MarsPolarIce
This image is a simulated 3D perspective view of Chasma Boreale, a canyon that reaches 350 miles into the north polar cap. It was created from image data taken by the THEMIS instrument on NASA's Mars Odyssey spacecraft. NASA/JPL/Arizona State University, R. Luk

The cold and arid deserts of Mars weren’t always so. Or at least they weren’t always arid, since we now know liquid water once existed on the surface of the red planet. But maybe the planet was always a cold place — too cold, in fact, to explain the presence of liquid water on its surface even at some point in the ancient past.

NASA’s Curiosity rover — which has been exploring the Martian surface since 2012 — found rocks and deposits that were clear evidence of the existence of a lake in the Gale Crater about 3.5 billion years ago. However, further analysis of data from the rover showed the same rocks lacking in carbonates, which means very little carbon existed in the Martian atmosphere at the time its surface had liquid water.

Atmospheric carbon, or carbon dioxide, and liquid surface water are linked by a theory which posits that the greenhouse effect of carbon dioxide is necessary to warm the surface of a planet enough for water to exist as liquid. With its thin atmosphere today, the water on Mars exists only as ice, either on the surface, as in the case of its North Pole, or underground, as found at lower latitudes.

GaleCrater
Bedrock at this site added to a puzzle about ancient Mars by indicating that a lake was present, but that little carbon dioxide was in the air to help keep a lake unfrozen. NASA/JPL-Caltech/MSSS

But if there was very little carbon dioxide around Mars, as is now shown by Curiosity, 3.5 billion years ago, how then did water survive as a liquid on its surface?

“We’ve been particularly struck with the absence of carbonate minerals in sedimentary rock the rover has examined,” Thomas Bristow of NASA’s Ames Research Center in Moffett Field, California, said in a statement. “It would be really hard to get liquid water even if there were a hundred times more carbon dioxide in the atmosphere than what the mineral evidence in the rock tells us.”

Bristow was the lead author of a study on the topic published in the journal Proceedings of the National Academy of Sciences. One of his co-authors from the Spanish National Research Council (CSIC), whose researchers participated in the study, offered some possibilities to solve the conundrum, even though they are far from certain.

CuriosityRover
Illustration of NASA's Curiosity rover which has been exploring Mars since 2012. NASA/JPL-Caltech/MSSS

“This contradiction has two possible solutions. Either we have not yet developed climatic models, which explain the environmental conditions on Mars at the beginning of its history, or the Gale sedimentary sequences really did form in a very cold climate. The second option is the most reasonable,” CSIC researcher Alberto Fairén explained in a statement.

At a time when CO2 levels in the Martian atmosphere were between 10 and 100 times less than required for surface temperatures to be warm enough for liquid water, Gale Crater was probably like a glacial lake surrounded by partially or seasonally frozen large chunks of ice, Fairén added.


_What is expected_: Every line below that mentions the word "intense" should be copied out.

□ □ □ □ □

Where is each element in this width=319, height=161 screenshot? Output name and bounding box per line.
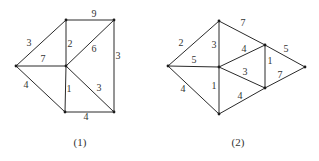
- edge-weight-label: 3: [243, 66, 248, 77]
- edge-weight-label: 9: [92, 8, 97, 19]
- edge-weight-label: 1: [212, 80, 217, 91]
- vertex-B: [65, 19, 68, 22]
- edge-weight-label: 3: [27, 37, 32, 48]
- edge-weight-label: 7: [278, 69, 283, 80]
- vertex-A: [15, 65, 18, 68]
- vertex-R: [264, 44, 267, 47]
- edge-weight-label: 5: [284, 43, 289, 54]
- edge-weight-label: 6: [92, 43, 97, 54]
- edge-weight-label: 3: [116, 50, 121, 61]
- edge-weight-label: 4: [242, 43, 247, 54]
- edge-P-T: [168, 66, 219, 67]
- edge-weight-label: 3: [97, 82, 102, 93]
- edge-D-F: [66, 66, 114, 112]
- weighted-graph-1: 3972634134 (1): [15, 8, 121, 148]
- edge-weight-label: 3: [212, 39, 217, 50]
- graph-2-caption: (2): [232, 136, 245, 149]
- vertex-S: [304, 66, 307, 69]
- edge-weight-label: 1: [268, 55, 273, 66]
- edge-U-S: [265, 67, 305, 88]
- vertex-C: [113, 19, 116, 22]
- weighted-graph-2: 275345137414 (2): [167, 17, 307, 148]
- edge-weight-label: 4: [181, 83, 186, 94]
- edge-D-C: [66, 20, 114, 66]
- edge-weight-label: 7: [41, 53, 46, 64]
- edge-weight-label: 2: [68, 38, 73, 49]
- vertex-D: [65, 65, 68, 68]
- vertex-V: [218, 113, 221, 116]
- graph-canvas: 3972634134 (1) 275345137414 (2): [0, 0, 319, 161]
- vertex-T: [218, 66, 221, 69]
- edge-weight-label: 4: [238, 90, 243, 101]
- edge-weight-label: 5: [192, 54, 197, 65]
- graph-2-vertices: [167, 20, 307, 116]
- graph-1-caption: (1): [74, 136, 87, 149]
- edge-weight-label: 4: [24, 79, 29, 90]
- graph-2-edges: [168, 21, 305, 114]
- vertex-F: [113, 111, 116, 114]
- edge-weight-label: 2: [179, 37, 184, 48]
- edge-weight-label: 1: [67, 83, 72, 94]
- graph-1-edge-weights: 3972634134: [24, 8, 121, 122]
- vertex-E: [64, 111, 67, 114]
- vertex-Q: [218, 20, 221, 23]
- edge-weight-label: 7: [241, 17, 246, 28]
- vertex-P: [167, 65, 170, 68]
- edge-weight-label: 4: [84, 111, 89, 122]
- vertex-U: [264, 87, 267, 90]
- graph-2-edge-weights: 275345137414: [179, 17, 289, 101]
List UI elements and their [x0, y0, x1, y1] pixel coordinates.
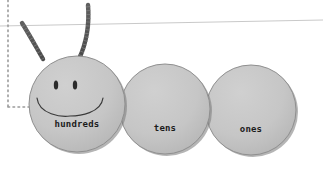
segment-circle[interactable] — [206, 65, 296, 155]
caterpillar-illustration — [0, 0, 323, 176]
horizon-guide-line — [0, 20, 323, 26]
antennae-group — [22, 5, 88, 59]
body-segments-group — [29, 56, 298, 157]
segment-ones[interactable] — [206, 65, 298, 157]
segment-hundreds[interactable] — [29, 56, 127, 154]
right-eye-icon — [73, 80, 77, 89]
segment-tens[interactable] — [120, 64, 212, 156]
segment-circle[interactable] — [29, 56, 125, 152]
left-antenna-icon — [22, 23, 43, 59]
left-eye-icon — [54, 80, 58, 89]
segment-circle[interactable] — [120, 64, 210, 154]
figure-canvas: hundreds tens ones — [0, 0, 323, 176]
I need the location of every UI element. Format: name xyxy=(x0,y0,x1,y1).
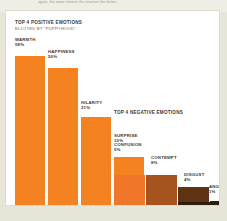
bar-label-anger-name: ANGER xyxy=(209,184,219,189)
bar-label-warmth-name: WARMTH xyxy=(15,37,36,42)
bar-label-confusion-name: CONFUSION xyxy=(114,142,142,147)
chart-plot-area: TOP 4 POSITIVE EMOTIONS ELICITED BY "PUP… xyxy=(6,11,219,205)
negative-group-title: TOP 4 NEGATIVE EMOTIONS xyxy=(114,110,183,115)
bar-label-confusion-value: 5% xyxy=(114,147,142,152)
bar-label-contempt: CONTEMPT 8% xyxy=(151,155,177,166)
bar-label-warmth-value: 58% xyxy=(15,42,36,47)
bar-label-hilarity-value: 21% xyxy=(81,105,102,110)
cut-off-text: again, the more intense the reaction the… xyxy=(38,0,117,4)
bar-label-disgust-value: 4% xyxy=(184,177,205,182)
bar-label-happiness-value: 50% xyxy=(48,54,75,59)
bar-contempt xyxy=(146,175,177,205)
bar-label-hilarity-name: HILARITY xyxy=(81,100,102,105)
bar-hilarity xyxy=(81,117,111,205)
bar-label-warmth: WARMTH 58% xyxy=(15,37,36,48)
bar-label-contempt-value: 8% xyxy=(151,160,177,165)
bar-label-contempt-name: CONTEMPT xyxy=(151,155,177,160)
bar-label-happiness-name: HAPPINESS xyxy=(48,49,75,54)
infographic-chart-page: again, the more intense the reaction the… xyxy=(0,0,227,221)
bar-label-disgust: DISGUST 4% xyxy=(184,172,205,183)
anger-baseline xyxy=(178,202,219,205)
bar-label-anger-value: 1% xyxy=(209,189,219,194)
positive-group-title: TOP 4 POSITIVE EMOTIONS xyxy=(15,20,82,25)
bar-happiness xyxy=(48,68,78,205)
bar-label-anger: ANGER 1% xyxy=(209,184,219,195)
bar-label-hilarity: HILARITY 21% xyxy=(81,100,102,111)
bar-label-disgust-name: DISGUST xyxy=(184,172,205,177)
positive-group-subtitle: ELICITED BY "PUPPYHOOD" xyxy=(15,26,76,31)
bar-label-confusion: CONFUSION 5% xyxy=(114,142,142,153)
bar-confusion xyxy=(114,175,145,205)
bar-warmth xyxy=(15,56,45,205)
bar-label-happiness: HAPPINESS 50% xyxy=(48,49,75,60)
chart-card: TOP 4 POSITIVE EMOTIONS ELICITED BY "PUP… xyxy=(5,10,220,206)
bar-label-surprise-name: SURPRISE xyxy=(114,133,138,138)
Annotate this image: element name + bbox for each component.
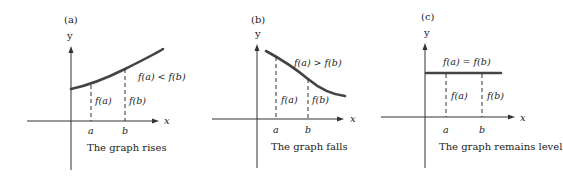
panel-b-caption: The graph falls [271,141,348,152]
panel-b-fb-label: f(b) [311,94,329,105]
panel-c-fb-label: f(b) [486,90,504,101]
function-behavior-diagram: (a) y x f(a) f(b) f(a) < f(b) a b The gr… [0,0,563,180]
panel-a: (a) y x f(a) f(b) f(a) < f(b) a b The gr… [27,14,186,170]
panel-a-fb-label: f(b) [128,95,146,106]
panel-c-caption: The graph remains level [439,141,562,152]
panel-b-fa-label: f(a) [280,94,298,105]
panel-a-y-arrow-icon [69,46,74,53]
panel-b-tick-b: b [305,124,311,135]
panel-a-tick-a: a [88,125,94,136]
panel-a-x-arrow-icon [152,119,159,124]
panel-c-x-arrow-icon [508,115,515,120]
panel-c-tick-a: a [443,124,449,135]
panel-a-y-axis-label: y [66,30,73,41]
panel-c-relation: f(a) = f(b) [442,56,491,67]
panel-c-x-axis-label: x [520,112,526,123]
panel-b-relation: f(a) > f(b) [293,57,342,68]
panel-c-tag: (c) [421,11,435,22]
panel-b-y-axis-label: y [254,28,261,39]
panel-a-x-axis-label: x [164,115,170,126]
panel-c-fa-label: f(a) [450,90,468,101]
panel-c-y-axis-label: y [423,27,430,38]
panel-a-tag: (a) [64,14,78,25]
panel-b-x-axis-label: x [350,113,356,124]
panel-c-tick-b: b [479,124,485,135]
panel-c-y-arrow-icon [423,43,428,50]
panel-b-x-arrow-icon [337,117,344,122]
panel-a-tick-b: b [122,125,128,136]
panel-a-fa-label: f(a) [94,95,112,106]
panel-b-tag: (b) [251,14,265,25]
panel-c: (c) y x f(a) f(b) f(a) = f(b) a b The gr… [381,11,562,168]
panel-a-curve [71,49,163,89]
panel-a-caption: The graph rises [87,142,167,153]
panel-a-relation: f(a) < f(b) [137,71,186,82]
panel-b-y-arrow-icon [255,44,260,51]
panel-b: (b) y x f(a) f(b) f(a) > f(b) a b The gr… [212,14,356,168]
panel-b-tick-a: a [273,124,279,135]
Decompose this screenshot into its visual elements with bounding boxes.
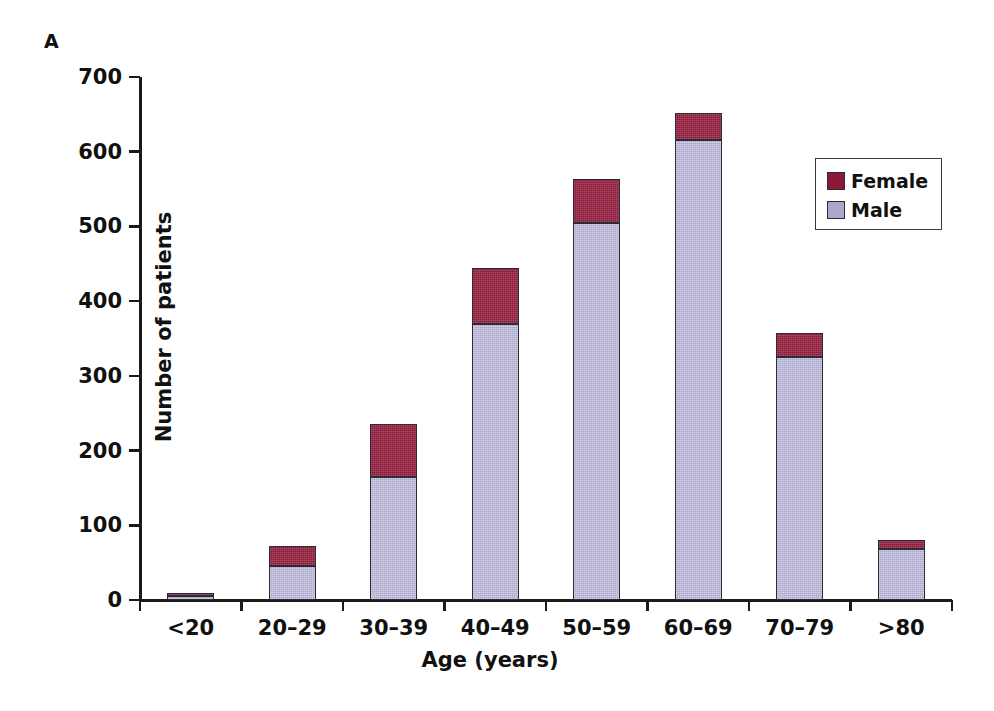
- x-tick-mark: [443, 600, 446, 611]
- y-tick-label: 600: [2, 140, 122, 164]
- legend-label: Female: [851, 170, 928, 192]
- x-tick-label: 70–79: [765, 616, 834, 640]
- y-tick-label: 400: [2, 289, 122, 313]
- bar-stack: [370, 424, 417, 600]
- x-tick-label: 60–69: [664, 616, 733, 640]
- y-tick-label: 700: [2, 65, 122, 89]
- bar-segment-female: [472, 268, 519, 323]
- bar-segment-male: [573, 223, 620, 600]
- y-tick-mark: [129, 375, 140, 378]
- x-tick-mark: [646, 600, 649, 611]
- bar-segment-male: [472, 324, 519, 600]
- bar-segment-female: [878, 540, 925, 550]
- x-tick-label: 30–39: [359, 616, 428, 640]
- x-tick-mark: [139, 600, 142, 611]
- panel-letter-label: A: [44, 30, 59, 52]
- x-tick-label: <20: [167, 616, 214, 640]
- y-tick-mark: [129, 150, 140, 153]
- bar-stack: [167, 593, 214, 600]
- x-tick-label: >80: [878, 616, 925, 640]
- x-tick-mark: [342, 600, 345, 611]
- legend-item: Female: [827, 166, 941, 195]
- bar-segment-female: [269, 546, 316, 566]
- y-tick-mark: [129, 76, 140, 79]
- bar-stack: [776, 333, 823, 600]
- y-tick-mark: [129, 524, 140, 527]
- y-tick-label: 500: [2, 214, 122, 238]
- bar-segment-male: [370, 477, 417, 600]
- bar-stack: [573, 179, 620, 600]
- y-tick-label: 100: [2, 513, 122, 537]
- y-axis-title: Number of patients: [152, 117, 176, 537]
- y-tick-label: 300: [2, 364, 122, 388]
- bar-segment-male: [167, 596, 214, 600]
- x-tick-label: 50–59: [562, 616, 631, 640]
- x-tick-mark: [951, 600, 954, 611]
- female-swatch: [827, 172, 845, 190]
- chart-legend: FemaleMale: [815, 158, 942, 230]
- x-tick-mark: [545, 600, 548, 611]
- x-axis-title: Age (years): [140, 648, 840, 672]
- x-tick-mark: [748, 600, 751, 611]
- bar-segment-male: [269, 566, 316, 600]
- bar-segment-male: [878, 549, 925, 600]
- bar-segment-female: [370, 424, 417, 477]
- bar-stack: [675, 113, 722, 600]
- bar-stack: [269, 546, 316, 600]
- bar-segment-female: [675, 113, 722, 140]
- bar-segment-female: [167, 593, 214, 595]
- bar-stack: [472, 268, 519, 600]
- bar-segment-female: [776, 333, 823, 357]
- figure-panel-a: A 0100200300400500600700 <2020–2930–3940…: [0, 0, 994, 711]
- y-tick-mark: [129, 300, 140, 303]
- bar-segment-male: [776, 357, 823, 600]
- y-tick-label: 200: [2, 439, 122, 463]
- y-tick-mark: [129, 449, 140, 452]
- male-swatch: [827, 201, 845, 219]
- bar-stack: [878, 539, 925, 600]
- legend-item: Male: [827, 195, 941, 224]
- plot-area: Number of patients: [140, 77, 952, 600]
- bar-segment-male: [675, 140, 722, 600]
- legend-label: Male: [851, 199, 902, 221]
- y-tick-mark: [129, 225, 140, 228]
- bar-segment-female: [573, 179, 620, 222]
- x-tick-label: 20–29: [258, 616, 327, 640]
- x-tick-mark: [240, 600, 243, 611]
- x-tick-label: 40–49: [461, 616, 530, 640]
- y-tick-label: 0: [2, 588, 122, 612]
- x-tick-mark: [849, 600, 852, 611]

□ □ □ □ □

_Response area_:
cut-off-text: again, the more intense the reaction the… xyxy=(38,0,117,4)
infographic-chart-page: again, the more intense the reaction the… xyxy=(0,0,227,221)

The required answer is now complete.